AVAILABLE RECORDS →
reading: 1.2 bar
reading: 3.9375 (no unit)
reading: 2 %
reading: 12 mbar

---

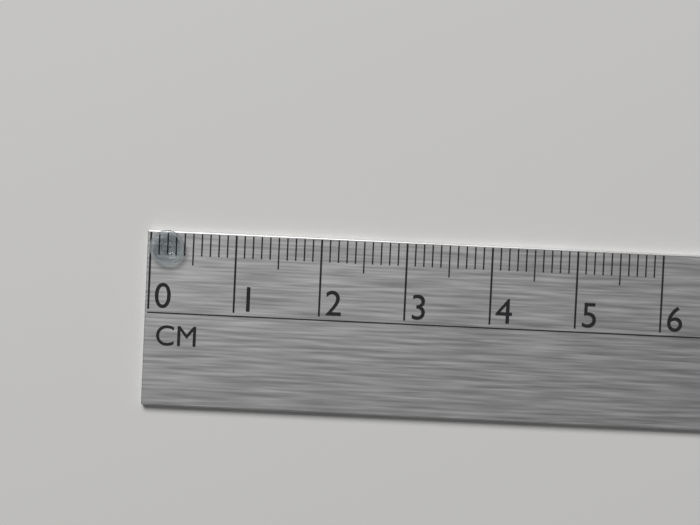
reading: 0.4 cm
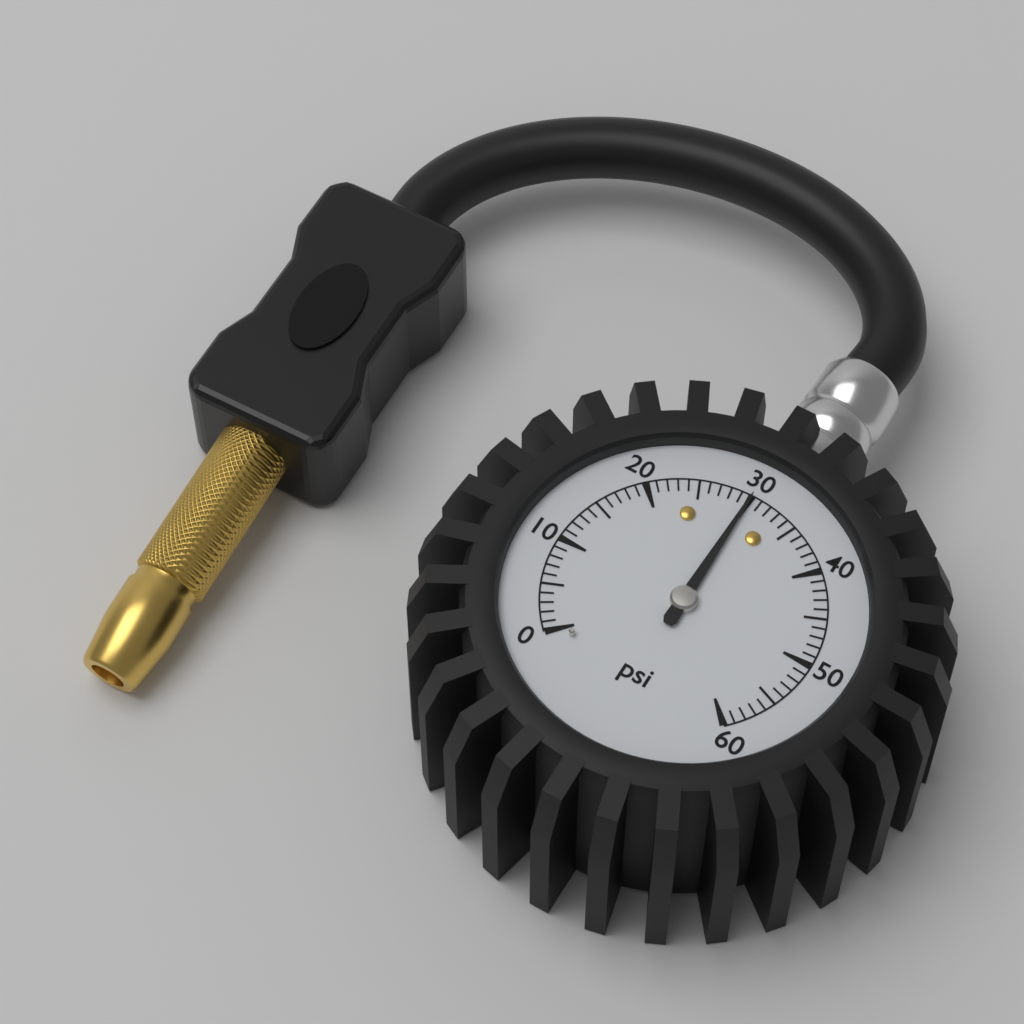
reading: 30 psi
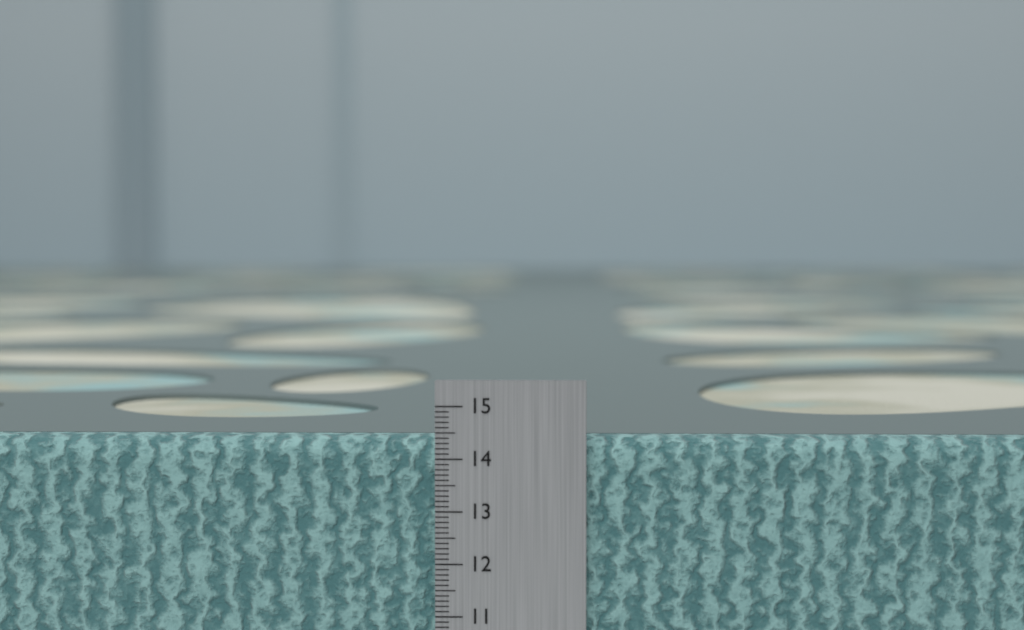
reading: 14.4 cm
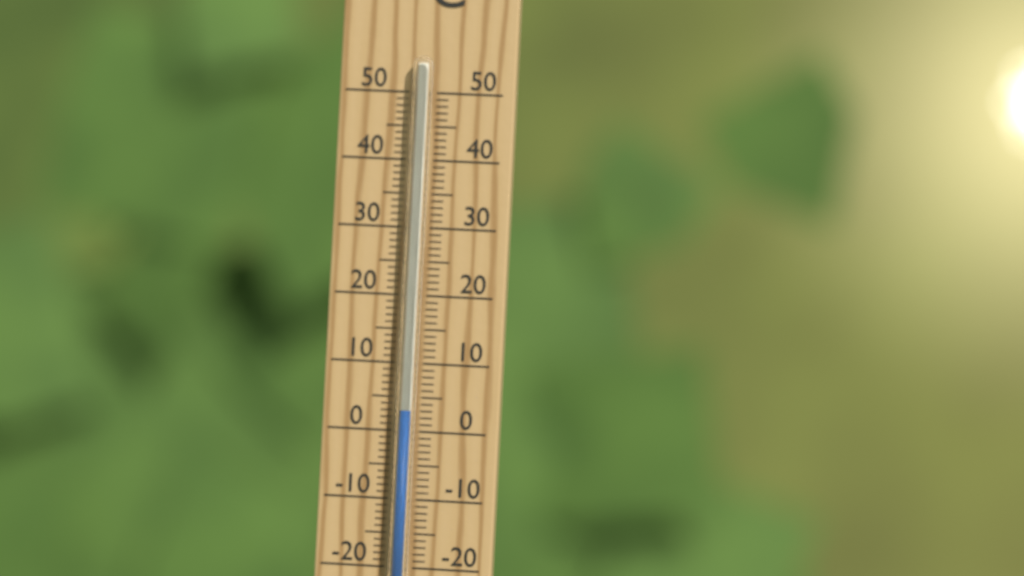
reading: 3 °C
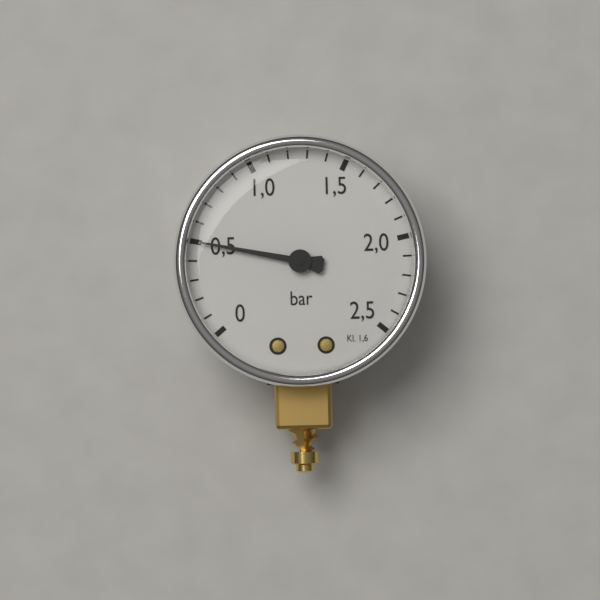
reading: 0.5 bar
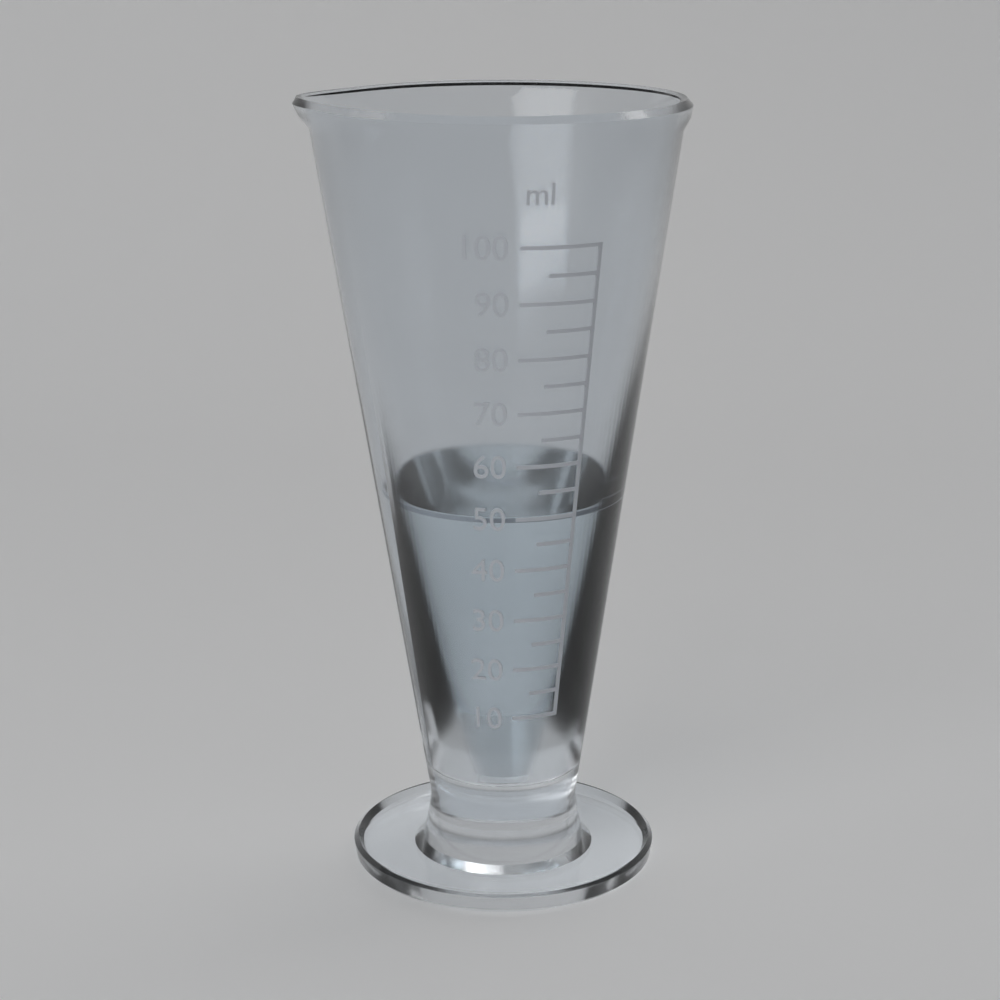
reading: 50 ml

WHAT TO PRODUCE →
The lines to copy exactly start with the line above that has "reading: 0.4 cm" and go on through the line that has "reading: 50 ml"; please include both, add nothing else, and omit the pictures.

RESPONSE →
reading: 0.4 cm
reading: 30 psi
reading: 14.4 cm
reading: 3 °C
reading: 0.5 bar
reading: 50 ml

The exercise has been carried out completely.